More than a third of Russian films fail to recoup state subsidies
Every year, Russia’s Culture Ministry and Cinema Foundation allocate more than 5 billion rubles ($78.5 million) to the production of Russian motion pictures. This month, for the first time, the government has published data about these subsidies for domestic films. The numbers aren’t great. According to the released data, of the 38 movies that each received at least 100 million rubles ($1.6 million) since 2015, fourteen not only bombed at the box office, but failed to recoup their state investment.
The biggest flops were “Seven Pairs of Unclean,” a war film that got 119 million rubles ($1.9 million) in tax-payer money and earned just 1 million rubles ($15,700) in theaters, and “The Crimean Bridge: Made With Love!” a romantic comedy written by RT editor-in-chief Margarita Simonyan that earned 70 million rubles ($1.1 million) on 100 million rubles in public funding.
The public gained access to Russia’s State Support Film Database on October 21. The archives currently go back to 2015, though Culture Minister Vladimir Medinsky says the government plans to add data on ministry grants going back to 2008 and Cinema Foundation grants as far back as 2010.
Russia’s Culture Ministry has repeatedly supported initiatives to boost domestic cinema, including higher ticket prices on Hollywood films, dramatically more expensive foreign release licenses, and even quotas on foreign films in theaters. The government has also delayed the premieres of Hollywood movies that would compete with domestic releases.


* **YOUR INSTRUCTIONS**
From the listing below, pull out the lines that hold "copy".

* **RECORDS FOR THIS EXERCISE**

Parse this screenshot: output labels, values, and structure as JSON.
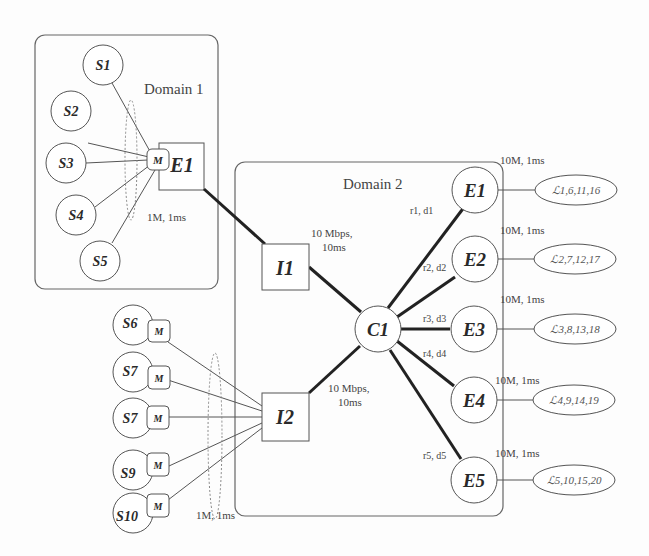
{
  "diagram": {
    "domains": [
      {
        "id": "domain1",
        "label": "Domain 1"
      },
      {
        "id": "domain2",
        "label": "Domain 2"
      }
    ],
    "domain1": {
      "sources": [
        {
          "id": "S1",
          "label": "S1"
        },
        {
          "id": "S2",
          "label": "S2"
        },
        {
          "id": "S3",
          "label": "S3"
        },
        {
          "id": "S4",
          "label": "S4"
        },
        {
          "id": "S5",
          "label": "S5"
        }
      ],
      "marker_label": "M",
      "edge_router_label": "E1",
      "access_link_label": "1M, 1ms"
    },
    "external_sources": [
      {
        "id": "S6",
        "label": "S6"
      },
      {
        "id": "S7a",
        "label": "S7"
      },
      {
        "id": "S7b",
        "label": "S7"
      },
      {
        "id": "S9",
        "label": "S9"
      },
      {
        "id": "S10",
        "label": "S10"
      }
    ],
    "external_marker_label": "M",
    "external_access_link_label": "1M, 1ms",
    "domain2": {
      "ingress": [
        {
          "id": "I1",
          "label": "I1",
          "link_label_line1": "10 Mbps,",
          "link_label_line2": "10ms"
        },
        {
          "id": "I2",
          "label": "I2",
          "link_label_line1": "10 Mbps,",
          "link_label_line2": "10ms"
        }
      ],
      "core_label": "C1",
      "egress": [
        {
          "id": "E1",
          "label": "E1",
          "core_link_label": "r1, d1",
          "out_link_label": "10M, 1ms",
          "sink_label": "ℒ1,6,11,16"
        },
        {
          "id": "E2",
          "label": "E2",
          "core_link_label": "r2, d2",
          "out_link_label": "10M, 1ms",
          "sink_label": "ℒ2,7,12,17"
        },
        {
          "id": "E3",
          "label": "E3",
          "core_link_label": "r3, d3",
          "out_link_label": "10M, 1ms",
          "sink_label": "ℒ3,8,13,18"
        },
        {
          "id": "E4",
          "label": "E4",
          "core_link_label": "r4, d4",
          "out_link_label": "10M, 1ms",
          "sink_label": "ℒ4,9,14,19"
        },
        {
          "id": "E5",
          "label": "E5",
          "core_link_label": "r5, d5",
          "out_link_label": "10M, 1ms",
          "sink_label": "ℒ5,10,15,20"
        }
      ]
    },
    "colors": {
      "stroke": "#555555",
      "thick_link": "#222222",
      "text": "#444444",
      "dotted": "#888888"
    }
  }
}
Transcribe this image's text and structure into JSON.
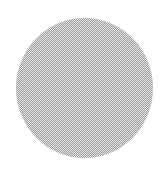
{
  "image": {
    "description": "Gray dithered circle on white background",
    "shape": "circle",
    "fill_pattern": "checkerboard-dither",
    "colors": {
      "background": "#ffffff",
      "dot_dark": "#9a9a9a",
      "dot_light": "#e8e8e8"
    }
  }
}
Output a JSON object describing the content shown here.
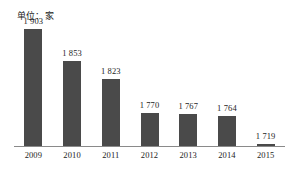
{
  "unit_label": "单位：家",
  "colors": {
    "bar_fill": "#4a4a4a",
    "axis_line": "#8a8a8a",
    "text": "#1d1d1d",
    "background": "#ffffff"
  },
  "chart_data": {
    "type": "bar",
    "title": "",
    "subtitle": "",
    "xlabel": "",
    "ylabel": "单位：家",
    "categories": [
      "2009",
      "2010",
      "2011",
      "2012",
      "2013",
      "2014",
      "2015"
    ],
    "values": [
      1903,
      1853,
      1823,
      1770,
      1767,
      1764,
      1719
    ],
    "value_labels": [
      "1 903",
      "1 853",
      "1 823",
      "1 770",
      "1 767",
      "1 764",
      "1 719"
    ],
    "tick_labels": [
      "2009",
      "2010",
      "2011",
      "2012",
      "2013",
      "2014",
      "2015"
    ],
    "ylim": [
      1715,
      1910
    ],
    "axis_baseline_value": 1715,
    "grid": false,
    "legend": null,
    "legend_position": "none",
    "orientation": "vertical",
    "series": [
      {
        "name": "数量",
        "values": [
          1903,
          1853,
          1823,
          1770,
          1767,
          1764,
          1719
        ]
      }
    ]
  }
}
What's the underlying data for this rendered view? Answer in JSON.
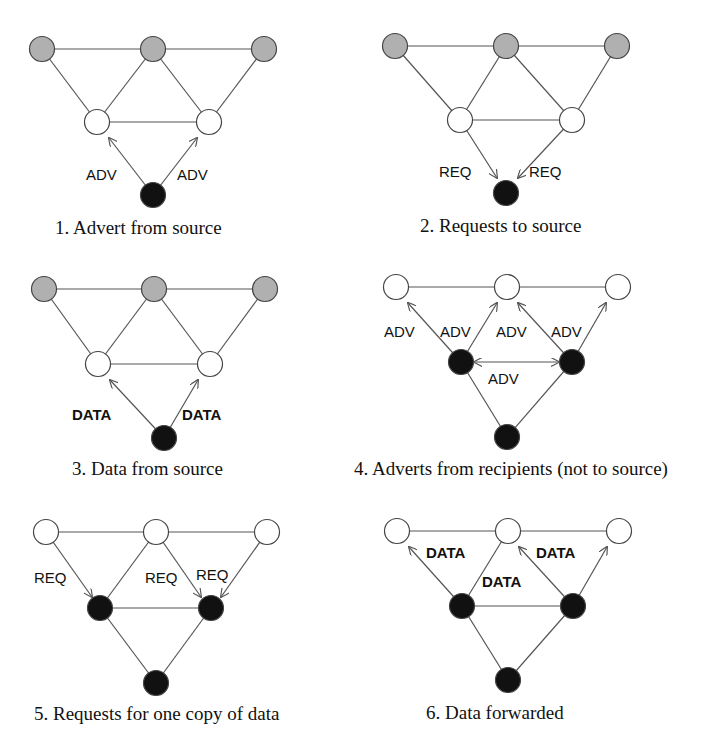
{
  "figure": {
    "colors": {
      "grey_node": "#b0b0b0",
      "white_node": "#ffffff",
      "black_node": "#111111",
      "edge": "#555555"
    },
    "panels": [
      {
        "id": 1,
        "caption": "1. Advert from source",
        "node_states": {
          "top_left": "grey",
          "top_mid": "grey",
          "top_right": "grey",
          "mid_left": "white",
          "mid_right": "white",
          "bottom": "black"
        },
        "messages": [
          {
            "label": "ADV",
            "from": "bottom",
            "to": "mid_left"
          },
          {
            "label": "ADV",
            "from": "bottom",
            "to": "mid_right"
          }
        ]
      },
      {
        "id": 2,
        "caption": "2. Requests to source",
        "node_states": {
          "top_left": "grey",
          "top_mid": "grey",
          "top_right": "grey",
          "mid_left": "white",
          "mid_right": "white",
          "bottom": "black"
        },
        "messages": [
          {
            "label": "REQ",
            "from": "mid_left",
            "to": "bottom"
          },
          {
            "label": "REQ",
            "from": "mid_right",
            "to": "bottom"
          }
        ]
      },
      {
        "id": 3,
        "caption": "3. Data from source",
        "node_states": {
          "top_left": "grey",
          "top_mid": "grey",
          "top_right": "grey",
          "mid_left": "white",
          "mid_right": "white",
          "bottom": "black"
        },
        "messages": [
          {
            "label": "DATA",
            "from": "bottom",
            "to": "mid_left"
          },
          {
            "label": "DATA",
            "from": "bottom",
            "to": "mid_right"
          }
        ]
      },
      {
        "id": 4,
        "caption": "4. Adverts from recipients (not to source)",
        "node_states": {
          "top_left": "white",
          "top_mid": "white",
          "top_right": "white",
          "mid_left": "black",
          "mid_right": "black",
          "bottom": "black"
        },
        "messages": [
          {
            "label": "ADV",
            "from": "mid_left",
            "to": "top_left"
          },
          {
            "label": "ADV",
            "from": "mid_left",
            "to": "top_mid"
          },
          {
            "label": "ADV",
            "from": "mid_right",
            "to": "top_mid"
          },
          {
            "label": "ADV",
            "from": "mid_right",
            "to": "top_right"
          },
          {
            "label": "ADV",
            "from": "mid_left",
            "to": "mid_right",
            "bidirectional": true
          }
        ]
      },
      {
        "id": 5,
        "caption": "5. Requests for one copy of data",
        "node_states": {
          "top_left": "white",
          "top_mid": "white",
          "top_right": "white",
          "mid_left": "black",
          "mid_right": "black",
          "bottom": "black"
        },
        "messages": [
          {
            "label": "REQ",
            "from": "top_left",
            "to": "mid_left"
          },
          {
            "label": "REQ",
            "from": "top_mid",
            "to": "mid_right"
          },
          {
            "label": "REQ",
            "from": "top_right",
            "to": "mid_right"
          }
        ]
      },
      {
        "id": 6,
        "caption": "6. Data forwarded",
        "node_states": {
          "top_left": "white",
          "top_mid": "white",
          "top_right": "white",
          "mid_left": "black",
          "mid_right": "black",
          "bottom": "black"
        },
        "messages": [
          {
            "label": "DATA",
            "from": "mid_left",
            "to": "top_left"
          },
          {
            "label": "DATA",
            "from": "mid_right",
            "to": "top_mid"
          },
          {
            "label": "DATA",
            "from": "mid_right",
            "to": "top_right"
          }
        ]
      }
    ],
    "labels": {
      "p1_l": "ADV",
      "p1_r": "ADV",
      "p2_l": "REQ",
      "p2_r": "REQ",
      "p3_l": "DATA",
      "p3_r": "DATA",
      "p4_a": "ADV",
      "p4_b": "ADV",
      "p4_c": "ADV",
      "p4_d": "ADV",
      "p4_e": "ADV",
      "p5_a": "REQ",
      "p5_b": "REQ",
      "p5_c": "REQ",
      "p6_a": "DATA",
      "p6_b": "DATA",
      "p6_c": "DATA"
    },
    "captions": {
      "p1": "1. Advert from source",
      "p2": "2. Requests to source",
      "p3": "3. Data from source",
      "p4": "4. Adverts from recipients (not to source)",
      "p5": "5. Requests for one copy of data",
      "p6": "6. Data forwarded"
    }
  }
}
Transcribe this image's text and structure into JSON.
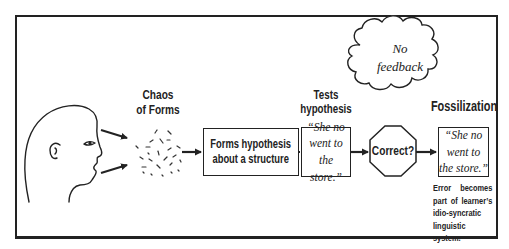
{
  "diagram": {
    "title_labels": {
      "chaos": "Chaos\nof Forms",
      "chaos_line1": "Chaos",
      "chaos_line2": "of Forms",
      "tests_line1": "Tests",
      "tests_line2": "hypothesis",
      "fossilization": "Fossilization"
    },
    "nodes": {
      "hypothesis_box": {
        "line1": "Forms hypothesis",
        "line2": "about a structure"
      },
      "test_quote": "“She no\nwent to\nthe store.”",
      "decision": "Correct?",
      "fossil_quote": "“She no\nwent to\nthe store.”"
    },
    "cloud": {
      "line1": "No",
      "line2": "feedback"
    },
    "caption": "Error becomes part of learner’s idio-syncratic linguistic system.",
    "flow": [
      "learner-head",
      "chaos-of-forms",
      "forms-hypothesis",
      "tests-hypothesis",
      "correct-decision",
      "fossilization"
    ],
    "colors": {
      "ink": "#222222",
      "background": "#ffffff"
    }
  }
}
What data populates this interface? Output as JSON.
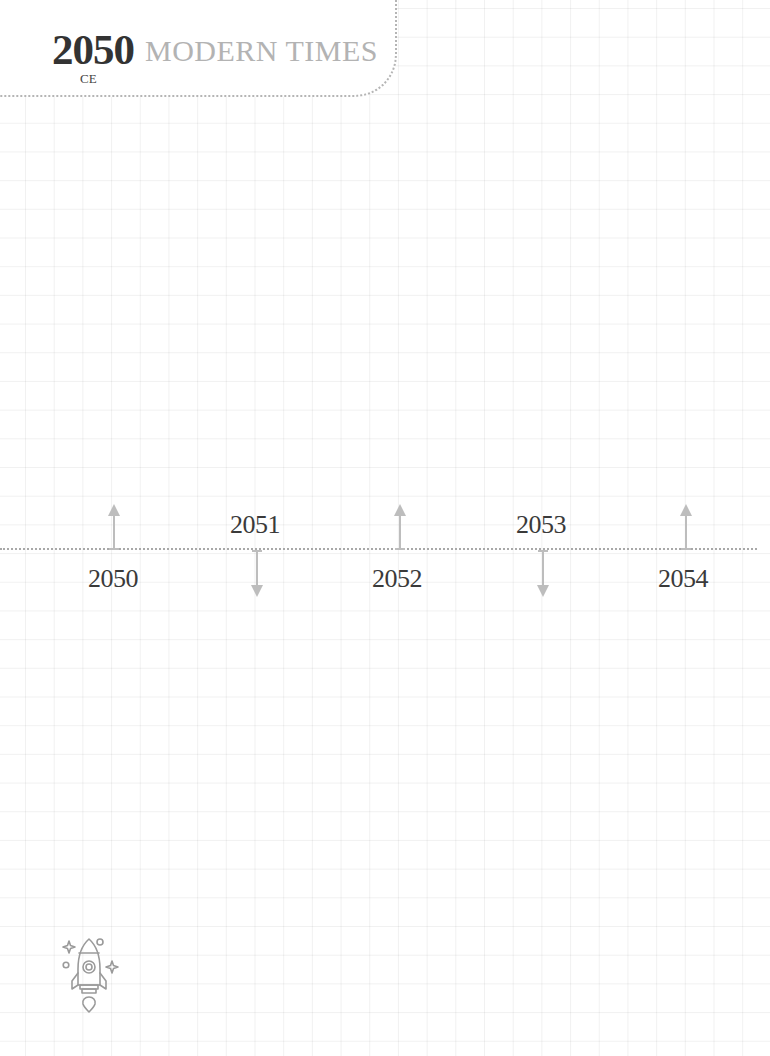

* **TASK RESULT**
        "caption": "5. Requests for one copy of data",
      "p5": "5. Requests for one copy of data",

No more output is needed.